Thursday, April 9, 2020

Why is Cisco pushing multi-gig access switches with 25/100gb uplinks? Just who is this supposed to be appealing to?

I work with several large enterprise customers and most of them are getting rid of their onsite data centers. They are either moving all their applications to cloud providers, moving their DCs into colocations, or doing a mix of both. This means that soon enough, all client-to-server traffic will flow over the WAN, with the campus essentially becoming one large remote-site. As for client-to-client traffic, I won't say it doesn't exist, but it is relatively inconsequential. VoIP RTP sessions don't take up much bandwidth, and the same goes for Machine-to-Machine IOT traffic.

Now that I've established what current and future traffic flows look like, let's talk about WAN connectivity. Outside of DCs, none of my customers have any circuits larger than 1gb; in fact, line rate, dedicated GigE circuits are still pretty rare. As DC sites, they all have 1gb to 10gb circuits for branch WAN aggregation, centralized corporate internet/cloud access, and data center interconnection. But what will happen to these sites when they no longer host DCs or provide branch WAN aggregation? Well, I fully expect my customers to decommission their 10gb circuits and move to 1gb or even 500mb services at their campuses.

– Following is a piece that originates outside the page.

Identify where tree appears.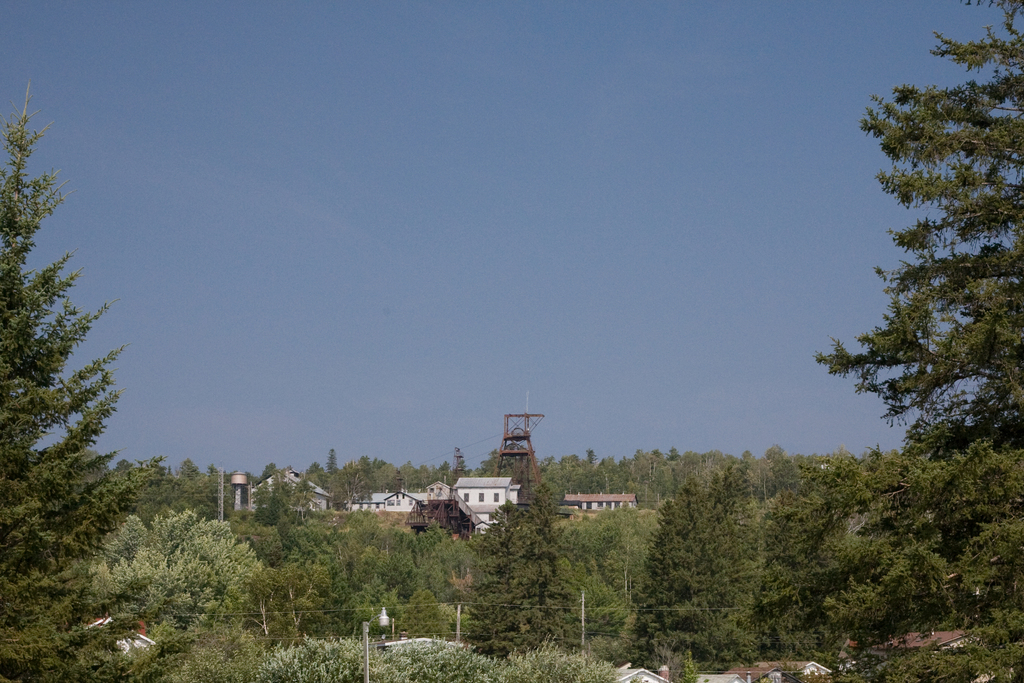
Appears at bbox=[401, 470, 430, 484].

We're looking at a future where (1) all substantial traffic flows will be constrained to the size of WAN links and (2) WAN links at former "hub" sites will be sized only based on the needs of local users. So why is Cisco pushing access-layer switches with multi-gig access ports and 25/40/100gb uplinks? It seems to me that 1GigE access ports and 10GigE Trunks are still more-than-sufficient for today's requirements. Now I get why someone might argue for 25gb uplinks - switches don't have nearly the same buffering capabilities as routers, so you want your campus backbone to be oversized. But giving a user or a single AP a switchport that's sized like a WAN circuit in a world where everything goes over the WAN? That sounds like nonsense to me.

I get that there's product lifecycle to consider, but until you can get a 25GigE circuit for the same price as today's 1GigE's, (not something that I see happening in the next 5 years...) this whole technology and "push" from Cisco seems pointless to me. What do you guys think?